There’s a new money trend on social media that features musical artists standing near messages spelled out with legal tenders. However, as popular as it is becoming, rapper and hip-hop loan shark 50 Cent is here to let the younger generation know who started it first.
All week, rappers YoungBoy Bever Broke Again, Lil Durk, Favivio Foreign and Yung Miami of the City Girls and many more have been spotted online photographed alongside various phrases, including, “F-ck Child Support,” “Hurry Y’all B-tch A– Up,” and “Them H-es Ain’t Me” written out with cash.
The growing trend prompted a post from the “Power” creator who claimed to be the originator of the latest social media challenge. Taking to his Instagram account over the weekend, he shared a vintage photo of himself sitting on the floor next to several stashes of cash that spelled the word “BROKE.”
“When I look back at some of the shit that I did, I be bugging out,” the 46-year-old wrote, before giving props to the younger rappers. “I see all these new versions I like all of them.”
Many appeared to agree that Fif may have been the first to start the wave and even pointed out one distinct difference between the two takes. “Stacks not singles,” wrote one user. “I see what you did.” Another person commented, “But they doing it with single 100 dollar bills you were doing it with stacks of $10,000 lol.”
Other fans, who seemingly remembered first seeing this photo surface years ago, noted how it came to be. “Ppl Forget u trolled the IRS with this one,” wrote a third person.
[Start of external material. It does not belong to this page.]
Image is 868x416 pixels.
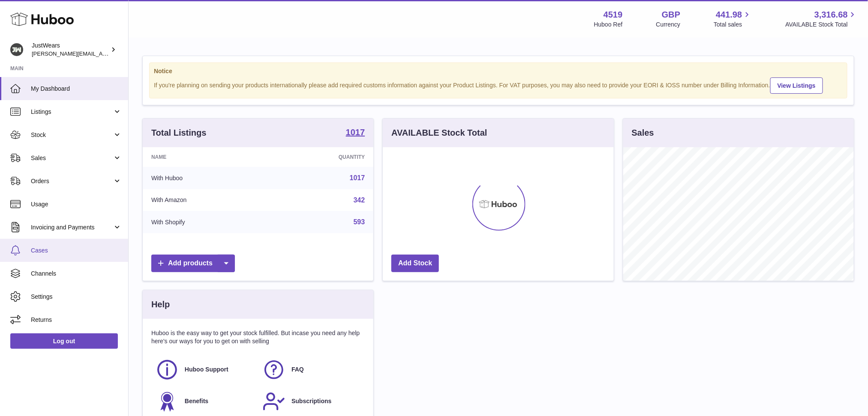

Still, not everyone agreed. Shortly after Fif’s post, Soulja Boy responded with a screenshot of his 2016 “Stacks On Deck” video, in which he spells out his name in cash. He added in the caption, “I was the first to do it.”
Fif’s photo appeared roughly around 2015, after the star filed Chapter 11 bankruptcy with debts of $36 million and assets of less than $20 million.
According to the National Bankruptcy website, Fif paid off a five-year plan early with $8.7 million of his own money and $13.65 million he received in a legal malpractice lawsuit settlement. In 2016, the photo was brought into question by a Connecticut judge who questioned whether the rapper declared all of his assets the year before.
In his response to the judge, 50 Cent said: “Just because I am photographed in or next to a certain vehicle, wearing an article of clothing, holding a product, sitting next to what appears to be large sums of money or modeling expensive pieces of jewelry does not mean that I own everything in those photos.”